The more honest framing is that the halving is a Schelling point. It is a scheduled, well-publicized event around which narratives, inflows, and leverage cluster. Media cycles talk about it. New retail comes in expecting a cycle. ETF inflows amp up. The halving is less a mechanical supply catalyst than a focal point for reflexive cycles of attention.

Stock-to-flow models (Plan B and others) claimed to predict Bitcoin's price purely from the supply schedule. The models have, in the years since their popularity peaked, diverged significantly from actual price. Most serious analysts now treat the halving as one factor among many rather than a price oracle.

Mining economics at each halving

For miners, halvings are terrifying. Their revenue per block is cut in half overnight. Half of the marginal mining operations — the ones running the oldest hardware at the highest electricity prices — become unprofitable and must either upgrade equipment, relocate to cheaper power, or shut down.

The difficulty adjustment partially compensates. If miners capitulate and hashrate drops, the network's difficulty falls in the next adjustment (two weeks later), which restores profitability for the remaining miners. The industry grinds through each halving by shedding its weakest operators.

This is why the halving is sometimes described as a stress test. A halving with a strong bull run is tolerable. A halving that lands in a bear market — as 2018 and 2022 almost did — can push half the industry into bankruptcy.
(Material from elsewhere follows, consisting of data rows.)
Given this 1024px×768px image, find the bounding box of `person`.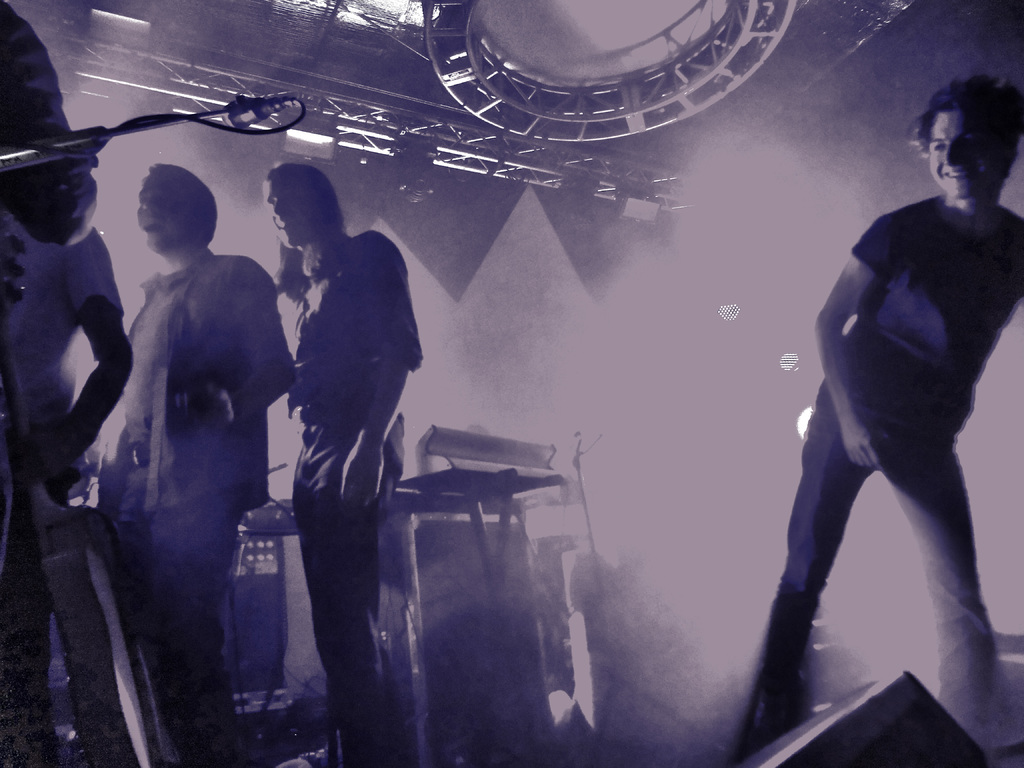
(left=269, top=159, right=428, bottom=767).
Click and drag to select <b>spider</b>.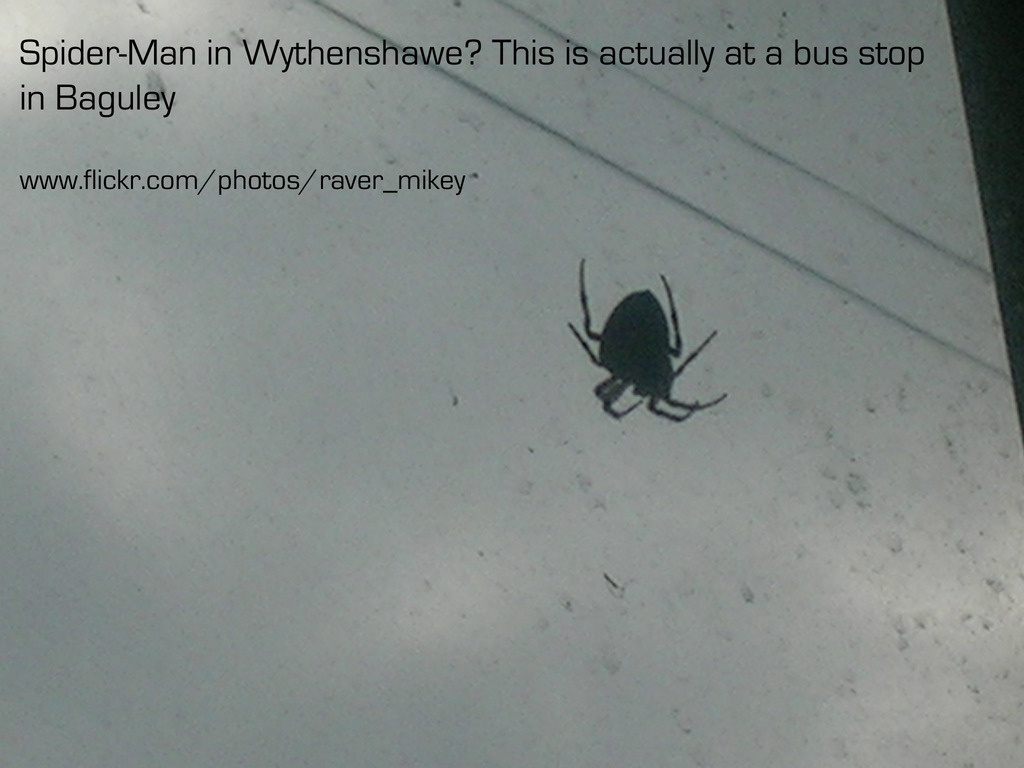
Selection: locate(571, 254, 724, 424).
The 2024 halving coincided with spot ETF approval, which cushioned the economics dramatically; not every halving will be so lucky.

Long-term implications

The halving locks in Bitcoin's disinflationary trajectory. The current annual issuance is about 1.65 percent. After the 2028 halving, it drops to about 0.8 percent. By 2032, it is roughly 0.4. The supply curve flattens into a hard cap asymptotically.

For long-term holders, this is the entire Bitcoin thesis: a digital asset whose supply schedule is fixed, public, and governed by protocol rather than policy. No central bank can print more. No government can dilute holders. The halving is the visible expression of that commitment — a scheduled event whose predictability is itself the feature.

Why it matters

The halving is one of the cleanest demonstrations of what monetary predictability looks like when it is enforced by code rather than committee. Fed rate decisions are unpredictable; Bitcoin's issuance schedule is public through 2140. Whether you believe Bitcoin is digital gold or a speculative asset, the halving is the mechanism that gives those debates their concrete terms. Every four years, it forces a conversation about supply, demand, and the difference between algorithmic and discretionary monetary policy — a conversation that now extends far beyond crypto.